Issue #001 was reprinted (as Issue #001.1 on the masthead) in April 2006 after supplies of the first issue were eventually sold out. Eon differs from most commercially available magazines in that each issue had a fixed print run and was continually sold on the online store site, regardless of whether subsequent issues had been released until the entire supply of an issue was sold out.
Discontinuation
Eon Magazine was discontinued after Issue #030, which was released as a digital publication in January 2013.[1]
Issue contents
Issue #001 was split into seven main sections:
- Upfront (news stories about current events in and around the game)
- In Crowd (interviews with members of the game’s development team)
- Chronicles (fan fiction written by players of the game)
- In Character (role-playing style interview profiles of prominent players of the game written from their characters’ perspectives)
- Generic features about aspects of Eve Online, detailing upcoming expansions, notable fansites, etc.
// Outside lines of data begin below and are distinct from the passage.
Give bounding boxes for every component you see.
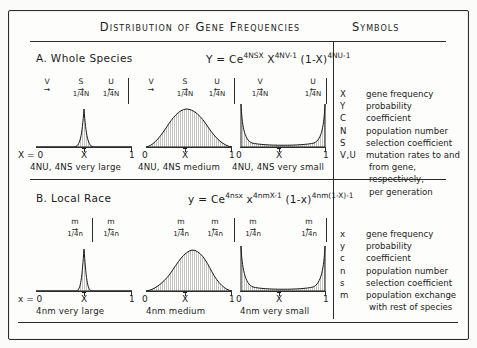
annotation-a3-vs: V → 1/4N xyxy=(240,78,280,98)
axis-label-b2-right: 1 xyxy=(229,294,235,304)
annotation-denominator: 1/4n xyxy=(98,231,124,238)
symbol-key: x xyxy=(340,228,366,240)
annotation-denominator: 1/4n xyxy=(296,231,322,238)
annotation-separator xyxy=(92,218,93,242)
annotation-denominator: 1/4N xyxy=(204,91,230,98)
caption-b2: 4nm medium xyxy=(146,306,205,316)
axis-label-a1-mid: X xyxy=(81,150,87,160)
section-b-label: B. Local Race xyxy=(36,192,111,204)
formula-lhs: y xyxy=(188,193,195,205)
symbol-definition: population number xyxy=(366,125,472,137)
plot-b1 xyxy=(36,248,132,292)
symbol-definition: probability xyxy=(366,100,472,112)
formula-e-exp: 4NSX xyxy=(244,51,264,60)
axis-b3 xyxy=(240,291,326,292)
axis-label-b1-left: x = 0 xyxy=(18,294,42,304)
symbol-definition: population number xyxy=(366,265,476,277)
axis-label-a2-mid: X xyxy=(182,150,188,160)
plot-a3 xyxy=(240,104,326,148)
symbol-key: C xyxy=(340,112,366,124)
formula-paren: (1-X) xyxy=(301,53,328,65)
annotation-denominator: 1/4N xyxy=(240,91,280,98)
curve-b1-sharp-spike xyxy=(36,248,132,292)
axis-label-a1-left: X = 0 xyxy=(18,150,43,160)
symbols-list-a: Xgene frequency Yprobability Ccoefficien… xyxy=(340,88,472,198)
axis-label-a3-right: 1 xyxy=(323,150,329,160)
axis-label-a3-left: 0 xyxy=(236,150,242,160)
curve-b3-u-shape xyxy=(240,246,326,292)
symbol-definition: gene frequency xyxy=(366,88,472,100)
plot-a2 xyxy=(146,106,232,148)
annotation-b3-m-out: m ← 1/4n xyxy=(296,218,322,238)
curve-a2-broad-hump xyxy=(146,106,232,148)
symbol-row: m population exchange with rest of speci… xyxy=(340,289,476,313)
caption-b1: 4nm very large xyxy=(36,306,104,316)
symbol-row: sselection coefficient xyxy=(340,277,476,289)
plot-b3 xyxy=(240,246,326,292)
plot-a1 xyxy=(36,106,132,148)
axis-label-b1-mid: X xyxy=(81,294,87,304)
symbol-row: Ccoefficient xyxy=(340,112,472,124)
axis-b2 xyxy=(146,291,232,292)
symbol-row: Npopulation number xyxy=(340,125,472,137)
symbol-definition: mutation rates to and from gene, respect… xyxy=(366,149,472,198)
symbol-definition: gene frequency xyxy=(366,228,476,240)
annotation-denominator: 1/4N xyxy=(172,91,198,98)
symbol-row: npopulation number xyxy=(340,265,476,277)
annotation-separator xyxy=(234,218,235,242)
annotation-separator xyxy=(326,218,327,242)
formula-paren-exp: 4NU-1 xyxy=(327,51,350,60)
plot-b2 xyxy=(146,248,232,292)
header-rule xyxy=(30,41,446,42)
symbol-row: yprobability xyxy=(340,240,476,252)
axis-label-b1-right: 1 xyxy=(129,294,135,304)
annotation-separator xyxy=(128,78,129,104)
symbol-definition: coefficient xyxy=(366,252,476,264)
formula-paren: (1-x) xyxy=(285,193,311,205)
formula-lhs: Y xyxy=(206,53,213,65)
annotation-b1-m-out: m ← 1/4n xyxy=(98,218,124,238)
annotation-separator xyxy=(234,78,235,104)
annotation-a2-s: S → 1/4N xyxy=(172,78,198,98)
annotation-a1-v: V → xyxy=(36,78,58,91)
section-b-formula: y = Ce4nsx x4nmX-1 (1-x)4nm(1-X)-1 xyxy=(188,191,354,205)
symbol-definition-line1: mutation rates to and xyxy=(366,150,460,160)
curve-a3-u-shape xyxy=(240,104,326,148)
axis-label-a2-left: 0 xyxy=(142,150,148,160)
formula-x: X xyxy=(267,53,275,65)
formula-c: C xyxy=(211,193,219,205)
symbol-definition-line2: from gene, respectively, xyxy=(366,161,472,185)
annotation-denominator: 1/4N xyxy=(98,91,124,98)
caption-a2: 4NU, 4NS medium xyxy=(138,162,220,172)
axis-label-b3-right: 1 xyxy=(323,294,329,304)
caption-b3: 4nm very small xyxy=(240,306,309,316)
formula-c: C xyxy=(229,53,237,65)
formula-eq: = xyxy=(216,53,225,65)
annotation-b1-m-in: m → 1/4n xyxy=(62,218,88,238)
formula-x-exp: 4nmX-1 xyxy=(253,191,282,200)
formula-paren-exp: 4nm(1-X)-1 xyxy=(312,191,354,200)
annotation-b3-m-in: m → 1/4n xyxy=(240,218,266,238)
symbol-key: Y xyxy=(340,100,366,112)
symbol-definition: selection coefficient xyxy=(366,277,476,289)
annotation-b2-m-in: m → 1/4n xyxy=(168,218,194,238)
symbol-key: N xyxy=(340,125,366,137)
annotation-denominator: 1/4n xyxy=(240,231,266,238)
symbols-heading: Symbols xyxy=(352,20,399,34)
annotation-a1-u: U ← 1/4N xyxy=(98,78,124,98)
annotation-a1-s: S → 1/4N xyxy=(68,78,94,98)
symbol-key: c xyxy=(340,252,366,264)
symbol-key: m xyxy=(340,289,366,301)
symbols-list-b: xgene frequency yprobability ccoefficien… xyxy=(340,228,476,313)
section-a-formula: Y = Ce4NSX X4NV-1 (1-X)4NU-1 xyxy=(206,51,350,65)
section-a-label: A. Whole Species xyxy=(36,52,133,64)
symbol-row: Xgene frequency xyxy=(340,88,472,100)
symbol-row: xgene frequency xyxy=(340,228,476,240)
axis-label-b3-mid: X xyxy=(276,294,282,304)
annotation-a2-v: V → xyxy=(140,78,162,91)
caption-a1: 4NU, 4NS very large xyxy=(30,162,121,172)
curve-b2-broad-hump xyxy=(146,248,232,292)
axis-label-a1-right: 1 xyxy=(129,150,135,160)
symbol-row: Yprobability xyxy=(340,100,472,112)
arrow-right-icon: → xyxy=(36,86,58,91)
- Testflight (a ‘product review’ of a selection of in-game ships by Eon’s ‘test pilot’)
- Insider’s Guides (strategy guides and playing tips focussing on certain areas of gameplay)
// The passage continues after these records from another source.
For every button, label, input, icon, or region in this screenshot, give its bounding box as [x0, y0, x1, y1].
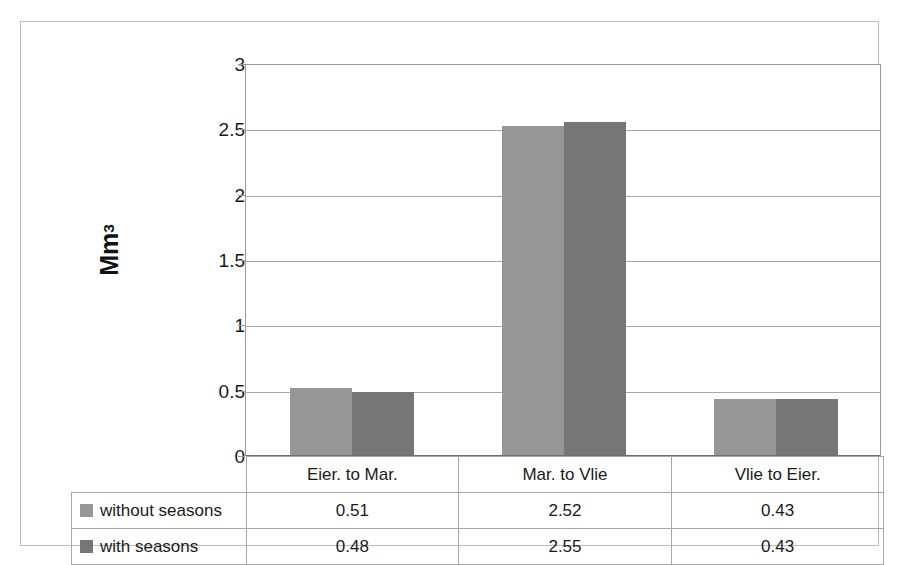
chart-frame: Mm3 00.511.522.53 Eier. to Mar.Mar. to V…	[20, 21, 879, 546]
value-cell: 0.48	[246, 529, 459, 565]
table-row: with seasons0.482.550.43	[72, 529, 884, 565]
bar[interactable]	[776, 399, 838, 455]
y-tick-label: 1	[187, 316, 245, 335]
legend-swatch-icon	[80, 504, 93, 517]
y-axis-title: Mm3	[49, 190, 169, 310]
bar-group	[458, 65, 670, 455]
category-header-cell: Eier. to Mar.	[246, 457, 459, 493]
legend-label: without seasons	[100, 501, 222, 520]
y-tick-mark	[238, 391, 245, 392]
data-table-body: Eier. to Mar.Mar. to VlieVlie to Eier.wi…	[72, 457, 884, 565]
bar[interactable]	[502, 126, 564, 455]
data-table: Eier. to Mar.Mar. to VlieVlie to Eier.wi…	[71, 456, 884, 565]
value-cell: 0.43	[671, 529, 884, 565]
legend-cell[interactable]: without seasons	[72, 493, 247, 529]
bar[interactable]	[564, 122, 626, 455]
y-tick-mark	[238, 260, 245, 261]
y-tick-mark	[238, 195, 245, 196]
value-cell: 0.51	[246, 493, 459, 529]
table-header-row: Eier. to Mar.Mar. to VlieVlie to Eier.	[72, 457, 884, 493]
bar[interactable]	[714, 399, 776, 455]
plot-area	[245, 64, 881, 456]
category-header-cell: Mar. to Vlie	[459, 457, 672, 493]
y-tick-label: 2.5	[187, 120, 245, 139]
y-axis-scale: 00.511.522.53	[171, 64, 245, 456]
y-tick-label: 2	[187, 185, 245, 204]
value-cell: 0.43	[671, 493, 884, 529]
y-tick-label: 3	[187, 55, 245, 74]
bar[interactable]	[290, 388, 352, 455]
legend-swatch-icon	[80, 540, 93, 553]
y-axis-title-text: Mm	[95, 233, 124, 276]
bar-group	[246, 65, 458, 455]
bar[interactable]	[352, 392, 414, 455]
y-tick-mark	[238, 129, 245, 130]
table-row: without seasons0.512.520.43	[72, 493, 884, 529]
y-tick-mark	[238, 325, 245, 326]
bar-group	[670, 65, 882, 455]
y-tick-label: 1.5	[187, 251, 245, 270]
y-tick-label: 0.5	[187, 381, 245, 400]
y-tick-mark	[238, 64, 245, 65]
legend-label: with seasons	[100, 537, 198, 556]
table-corner-cell	[72, 457, 247, 493]
category-header-cell: Vlie to Eier.	[671, 457, 884, 493]
value-cell: 2.52	[459, 493, 672, 529]
legend-cell[interactable]: with seasons	[72, 529, 247, 565]
value-cell: 2.55	[459, 529, 672, 565]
In the next issues, the magazine expanded to a regular 84 pages in length and included:
- Alliance Profiles (profiles of the game’s premier alliances)
- Eve Quarterly Report (an update of the current ‘state of the game’ in statistical format)
- Eve Directory (a collection of themed web resources for the game)
Eon had also, since 2007, conducted the annual Eon Awards, recognising notable players, corporations and alliances’ achievements within the game and its community.
Spin-offs
In April 2008, Eon worked in conjunction with www.eve-maps.com to produce a hard-copy book version of the site's Eve Strategic Maps. ESM was a 74-page, ring-bound 'atlas' of every region in the game's universe, detailing every system's transport network, resources, NPC types and player outposts. Each copy of Eve Strategic Maps came with a set of stickers allowing players to update the information on regions according to player activity in-game (hence the 'Strategic' aspect of the title).
Eve Strategic Maps has since been updated with an expanded second edition, containing a clearer information presentation style and a system index for easier referencing. Each copy of ESM was also sold with a large-scale 'poster map', the first edition's being a general route map of the entire universe, the second being a detailed overview map of the game's 'low-sec' regions (areas of space prolific with PvP gameplay).
References
- ↑ Zapatero, editor; "End of an Eon: Eon Magazine Says "Farewell""; devblog by CCP Eterne, March 13, 2013.